So Spies of Venice is the latest in what looks intended to be an ongoing series given that we have a new series tag associated with it. It has 5, count them 5, chapters in this 10-page book:
- The Secret History: The Origins of Renaissance spycraft
- Agencies and Agents: Details on Venice's spies were organized
- Techniques and Missions: What they spied on, and how.
- The Post: How Venice facilitated communication throughout renaissance Europe
- Characters and Campaigns: So you wanna play a spy, huh?
I'm not going to do a big breakdown of the book, because I feel about this book the way I feel about most Matt Riggsby books: it's good, it's niche, I'd like to use it but probably won't, and when I do use it, I'll find it useful, but also wish there was more material to cover the specific thing I wanted.
I always get a nagging sense that I could work out most of this on Wikipedia, but Matt collates it all just enough, and integrated GURPS just enough, that you feel it's worth buying, especially at the very cheap price tag. The real benefit to me of a Riggsby work is more that he, like Kenneth Hite, points out an element of history that's especially worthy of further investigation into as a gamer, gives lots of pointers for expanding it, and integrates just enough that you could probably run it out of the box (even though you won't).
Despite being quite interesting, it's rather dry: more la Carre than Fleming, though there's a whole paragraph for if you want James Bond in the Renaissance! Of course, there's nothing wrong with pointing out that spycraft in the Renaissance mostly consisted of being in someone else's court, listening to what people said, and sending messages back to your king while worrying that people might read your mail. But the whole of "This is what you do with it" is less than a page. This is a report for a history teacher with a one-page "oh and you can run this in an RPG too" tacked on at the end to justify it as a gaming supplement. I would really appreciate more thought put into how to integrate these sorts of things into a campaign, both serious and cinematic, but where would you cut page-count for it? Once again, I feel like 10 pages is too small unless just the historical information is enough... which is a bit of an open question, because I bet you if you doubled page count, Matt would fill it with more history, because there's always more history.
A friend commented on Renaissance Venice "being doled out piecemeal." I checked, there is no other Renaissance Venice books I can find or even more Pyramid Articles, so it seems to be this + Hotspots: Renaissance Venice. Are we going to get more? Do we want more? If we want more, would it be better as a single volume? Would you buy a big book on just Renaissance Venice? I'll be honest, I'm not sure I would. But I feel like between Green Madonna and this, there's surely some hunger for an historically-authentic-if-improbable cinematic swashbuckling GURPS campaign framework, and such a series would make a great springboard for books like this, because you could point to that specific work and specific templates, the way Osiris Worlds was able to point to Steampunk. There's a lot of works that sort of thing would make more useful, and it would expand the GURPS framework line in a good direction that fits what a lot of people seem to want to use GURPS to do (ie, historically-authentic-but-somewhat-improbable cinematic historical gaming).
Is it a good book? Sure. It's a Matt Riggsby book. I don't feel like I wasted my money. Is it probably going to rot on my shelf? Hmm... I'm not sure. I don't think I'll run Venice anytime soon, and I suspect I won't dive in to reference it anytime soon, but just reading through it made me think about things that will influence what I write moving forward. Should you buy it? Well, if you like historical stuff, then sure, it's good. I wouldn't call it a must have, or beg you to petition SJGames for more, as I would with Greed Madonna, but I don't think you're wasting your money either. It's solid.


What is expected » Count every line in the following entries that holds the word "theta". Only the number should be given.

Records for this exercise »
--- START ---

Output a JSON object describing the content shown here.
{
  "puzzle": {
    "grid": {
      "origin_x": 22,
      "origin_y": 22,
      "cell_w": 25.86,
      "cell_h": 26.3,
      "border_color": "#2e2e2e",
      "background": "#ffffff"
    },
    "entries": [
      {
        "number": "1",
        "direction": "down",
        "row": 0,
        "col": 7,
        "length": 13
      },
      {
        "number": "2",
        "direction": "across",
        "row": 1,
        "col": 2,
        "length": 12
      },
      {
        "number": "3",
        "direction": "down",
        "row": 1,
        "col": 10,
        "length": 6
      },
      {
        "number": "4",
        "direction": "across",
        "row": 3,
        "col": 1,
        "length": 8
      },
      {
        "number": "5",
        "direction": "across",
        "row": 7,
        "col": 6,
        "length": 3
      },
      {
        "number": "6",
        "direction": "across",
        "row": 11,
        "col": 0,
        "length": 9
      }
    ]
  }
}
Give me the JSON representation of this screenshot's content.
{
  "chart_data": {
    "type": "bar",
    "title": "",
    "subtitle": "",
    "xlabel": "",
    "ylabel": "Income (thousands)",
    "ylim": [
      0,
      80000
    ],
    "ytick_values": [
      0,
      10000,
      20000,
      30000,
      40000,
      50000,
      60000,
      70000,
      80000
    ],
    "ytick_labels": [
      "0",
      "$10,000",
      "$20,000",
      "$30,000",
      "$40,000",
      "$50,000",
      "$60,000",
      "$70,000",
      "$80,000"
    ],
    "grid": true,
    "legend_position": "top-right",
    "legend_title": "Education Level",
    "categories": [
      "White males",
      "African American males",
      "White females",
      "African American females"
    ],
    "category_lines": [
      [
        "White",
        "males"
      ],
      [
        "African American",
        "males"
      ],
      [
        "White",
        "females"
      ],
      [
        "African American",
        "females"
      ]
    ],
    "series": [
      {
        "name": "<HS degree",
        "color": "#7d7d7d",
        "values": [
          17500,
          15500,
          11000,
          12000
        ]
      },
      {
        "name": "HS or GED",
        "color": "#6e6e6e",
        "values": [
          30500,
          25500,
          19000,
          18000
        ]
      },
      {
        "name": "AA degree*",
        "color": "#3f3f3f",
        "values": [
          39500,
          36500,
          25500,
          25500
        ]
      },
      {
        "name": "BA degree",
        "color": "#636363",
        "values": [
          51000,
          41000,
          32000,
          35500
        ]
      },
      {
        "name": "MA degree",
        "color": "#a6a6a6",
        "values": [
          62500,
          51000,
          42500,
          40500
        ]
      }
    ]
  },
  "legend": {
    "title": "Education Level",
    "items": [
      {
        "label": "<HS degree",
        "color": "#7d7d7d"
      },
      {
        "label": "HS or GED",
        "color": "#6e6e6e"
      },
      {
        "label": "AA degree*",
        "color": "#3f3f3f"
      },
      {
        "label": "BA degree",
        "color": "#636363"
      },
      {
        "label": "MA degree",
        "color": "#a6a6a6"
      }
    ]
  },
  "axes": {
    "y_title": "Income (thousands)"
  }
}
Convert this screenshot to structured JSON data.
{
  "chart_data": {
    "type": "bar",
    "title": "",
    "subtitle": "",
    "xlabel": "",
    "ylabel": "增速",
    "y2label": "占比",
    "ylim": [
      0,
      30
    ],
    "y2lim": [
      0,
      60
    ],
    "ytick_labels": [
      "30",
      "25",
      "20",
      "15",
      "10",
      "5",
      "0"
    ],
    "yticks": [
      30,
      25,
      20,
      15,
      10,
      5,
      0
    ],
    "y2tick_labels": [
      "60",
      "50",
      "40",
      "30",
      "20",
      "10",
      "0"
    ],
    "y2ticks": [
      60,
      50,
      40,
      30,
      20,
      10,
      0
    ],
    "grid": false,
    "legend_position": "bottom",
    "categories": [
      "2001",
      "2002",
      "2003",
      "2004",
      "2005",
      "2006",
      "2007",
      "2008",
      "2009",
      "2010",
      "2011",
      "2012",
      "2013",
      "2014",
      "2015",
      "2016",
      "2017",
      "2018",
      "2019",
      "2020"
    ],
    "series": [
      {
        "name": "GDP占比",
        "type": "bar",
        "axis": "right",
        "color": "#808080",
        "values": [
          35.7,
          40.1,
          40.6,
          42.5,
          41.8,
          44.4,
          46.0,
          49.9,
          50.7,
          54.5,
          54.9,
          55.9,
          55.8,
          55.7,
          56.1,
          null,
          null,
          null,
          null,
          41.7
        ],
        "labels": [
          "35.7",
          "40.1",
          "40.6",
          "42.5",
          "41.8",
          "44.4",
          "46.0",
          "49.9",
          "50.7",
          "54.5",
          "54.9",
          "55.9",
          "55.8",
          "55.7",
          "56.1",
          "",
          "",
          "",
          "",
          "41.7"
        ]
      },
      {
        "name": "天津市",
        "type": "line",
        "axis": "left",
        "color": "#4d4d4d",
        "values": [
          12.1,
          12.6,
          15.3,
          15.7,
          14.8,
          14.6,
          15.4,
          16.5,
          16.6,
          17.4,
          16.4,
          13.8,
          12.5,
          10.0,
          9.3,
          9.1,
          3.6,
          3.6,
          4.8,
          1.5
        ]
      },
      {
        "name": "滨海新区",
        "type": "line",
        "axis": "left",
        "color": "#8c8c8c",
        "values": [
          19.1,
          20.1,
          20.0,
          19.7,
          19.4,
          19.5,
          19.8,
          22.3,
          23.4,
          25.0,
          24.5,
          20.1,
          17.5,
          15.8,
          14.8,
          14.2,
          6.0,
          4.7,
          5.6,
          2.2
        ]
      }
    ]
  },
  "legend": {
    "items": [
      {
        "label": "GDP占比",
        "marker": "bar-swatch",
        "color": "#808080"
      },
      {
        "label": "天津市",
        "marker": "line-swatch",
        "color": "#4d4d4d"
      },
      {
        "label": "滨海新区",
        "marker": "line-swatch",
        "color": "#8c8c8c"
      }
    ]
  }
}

--- END ---
--- START ---

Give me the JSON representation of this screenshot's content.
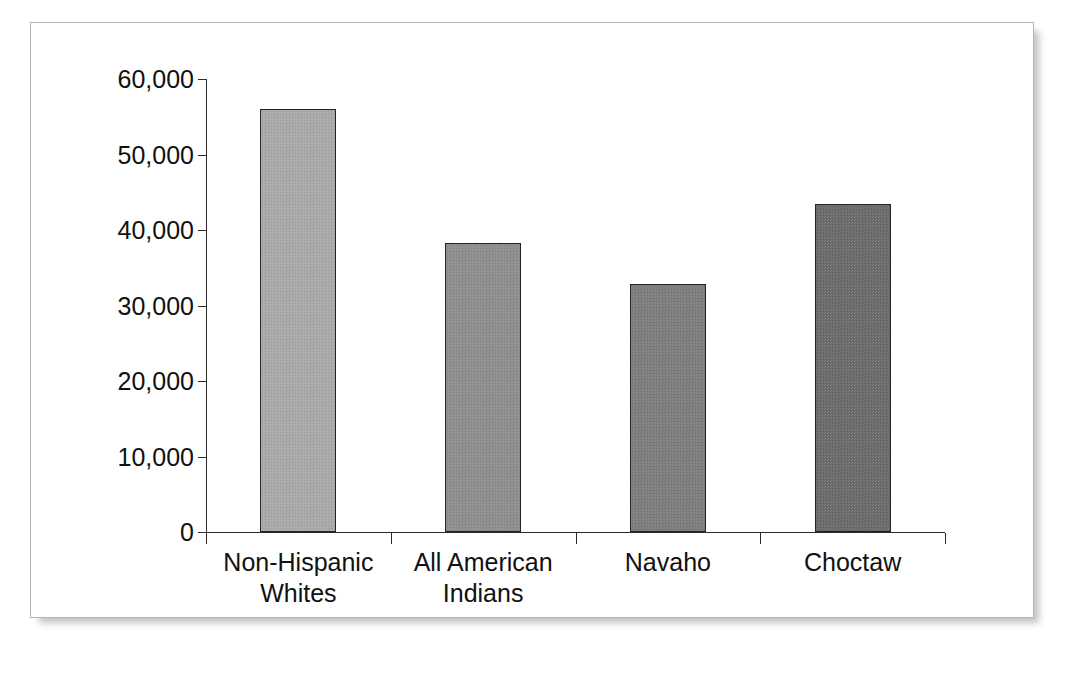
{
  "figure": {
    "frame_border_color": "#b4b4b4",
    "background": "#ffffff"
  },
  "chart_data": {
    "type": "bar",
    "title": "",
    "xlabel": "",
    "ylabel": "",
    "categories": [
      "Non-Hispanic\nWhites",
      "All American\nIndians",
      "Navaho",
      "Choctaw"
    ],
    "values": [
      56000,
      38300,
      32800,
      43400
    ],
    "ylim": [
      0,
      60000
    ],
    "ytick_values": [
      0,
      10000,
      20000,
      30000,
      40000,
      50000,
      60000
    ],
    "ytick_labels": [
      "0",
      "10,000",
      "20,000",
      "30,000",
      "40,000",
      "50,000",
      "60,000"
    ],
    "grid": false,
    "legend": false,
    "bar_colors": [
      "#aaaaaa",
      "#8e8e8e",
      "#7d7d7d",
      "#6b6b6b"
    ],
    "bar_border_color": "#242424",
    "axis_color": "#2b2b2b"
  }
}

--- END ---
--- START ---

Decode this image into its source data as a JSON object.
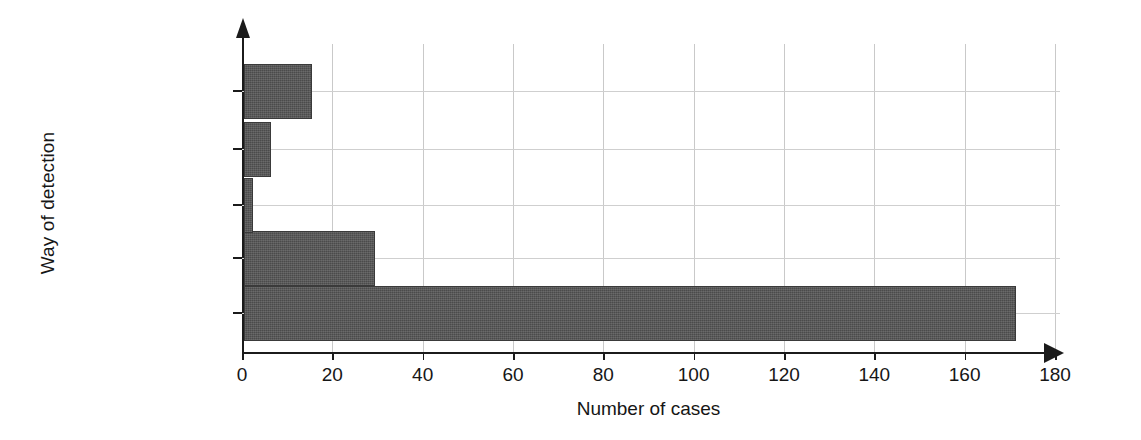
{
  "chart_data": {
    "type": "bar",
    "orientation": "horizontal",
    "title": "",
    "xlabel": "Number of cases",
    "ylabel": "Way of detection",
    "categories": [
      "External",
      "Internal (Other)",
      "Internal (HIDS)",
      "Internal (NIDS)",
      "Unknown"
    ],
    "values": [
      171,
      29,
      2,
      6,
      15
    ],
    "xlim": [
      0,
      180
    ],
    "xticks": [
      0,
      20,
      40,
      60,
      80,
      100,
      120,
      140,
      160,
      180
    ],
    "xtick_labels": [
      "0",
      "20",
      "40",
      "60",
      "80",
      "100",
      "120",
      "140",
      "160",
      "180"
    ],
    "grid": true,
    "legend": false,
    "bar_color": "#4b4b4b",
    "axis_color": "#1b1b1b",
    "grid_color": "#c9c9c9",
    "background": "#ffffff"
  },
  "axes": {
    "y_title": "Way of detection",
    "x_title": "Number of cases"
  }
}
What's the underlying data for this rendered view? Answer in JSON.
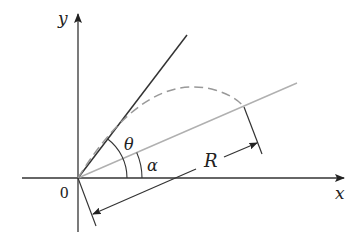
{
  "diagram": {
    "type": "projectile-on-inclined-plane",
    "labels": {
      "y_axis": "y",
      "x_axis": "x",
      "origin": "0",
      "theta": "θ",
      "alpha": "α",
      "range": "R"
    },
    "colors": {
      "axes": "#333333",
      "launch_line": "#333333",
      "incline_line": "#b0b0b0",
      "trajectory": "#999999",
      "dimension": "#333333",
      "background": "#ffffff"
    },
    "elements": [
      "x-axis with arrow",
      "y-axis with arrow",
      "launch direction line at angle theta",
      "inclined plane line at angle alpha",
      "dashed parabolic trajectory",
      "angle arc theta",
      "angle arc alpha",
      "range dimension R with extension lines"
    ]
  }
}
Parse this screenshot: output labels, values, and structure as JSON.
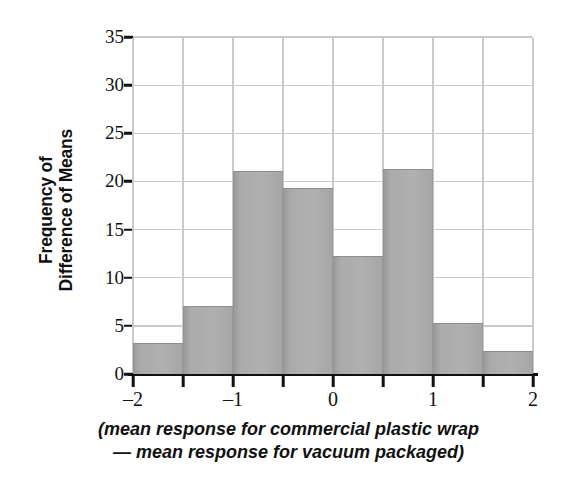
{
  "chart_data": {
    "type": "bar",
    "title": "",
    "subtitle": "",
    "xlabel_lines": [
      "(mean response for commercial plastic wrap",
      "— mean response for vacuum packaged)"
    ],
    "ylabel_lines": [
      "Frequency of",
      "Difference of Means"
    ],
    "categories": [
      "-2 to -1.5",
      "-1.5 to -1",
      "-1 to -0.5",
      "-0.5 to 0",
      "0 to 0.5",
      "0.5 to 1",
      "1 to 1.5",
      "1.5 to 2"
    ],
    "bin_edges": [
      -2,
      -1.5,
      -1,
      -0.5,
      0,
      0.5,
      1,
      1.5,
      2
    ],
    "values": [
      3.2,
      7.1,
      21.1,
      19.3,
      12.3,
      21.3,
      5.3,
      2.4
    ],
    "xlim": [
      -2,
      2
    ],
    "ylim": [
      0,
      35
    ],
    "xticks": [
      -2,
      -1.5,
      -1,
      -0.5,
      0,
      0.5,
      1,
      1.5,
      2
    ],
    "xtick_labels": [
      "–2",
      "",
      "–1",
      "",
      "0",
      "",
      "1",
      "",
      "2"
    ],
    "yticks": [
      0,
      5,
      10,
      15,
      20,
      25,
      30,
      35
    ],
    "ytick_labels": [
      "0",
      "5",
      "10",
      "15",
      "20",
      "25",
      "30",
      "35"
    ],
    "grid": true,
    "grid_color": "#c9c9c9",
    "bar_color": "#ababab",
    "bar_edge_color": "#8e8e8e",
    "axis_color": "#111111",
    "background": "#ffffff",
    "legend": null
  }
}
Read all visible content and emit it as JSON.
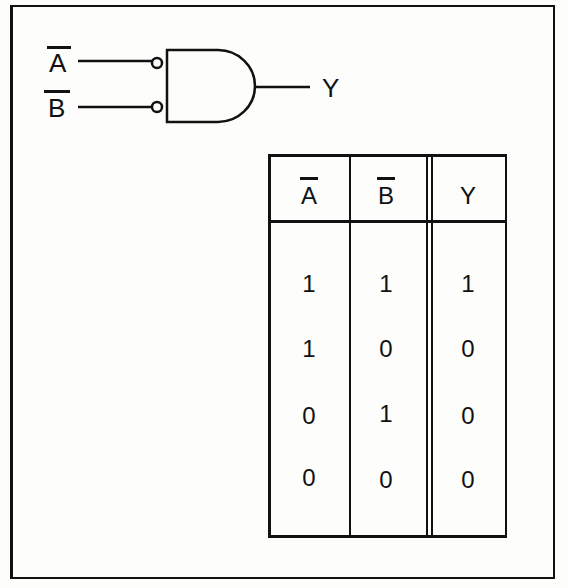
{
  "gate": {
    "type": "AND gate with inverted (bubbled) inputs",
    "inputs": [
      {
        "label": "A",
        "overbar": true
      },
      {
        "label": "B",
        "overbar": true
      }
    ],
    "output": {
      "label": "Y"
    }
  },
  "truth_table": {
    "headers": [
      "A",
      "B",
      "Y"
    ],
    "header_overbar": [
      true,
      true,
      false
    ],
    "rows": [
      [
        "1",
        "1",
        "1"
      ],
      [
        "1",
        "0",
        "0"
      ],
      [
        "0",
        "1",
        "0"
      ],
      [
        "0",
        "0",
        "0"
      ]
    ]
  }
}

--- END ---

Output of the exercise » 3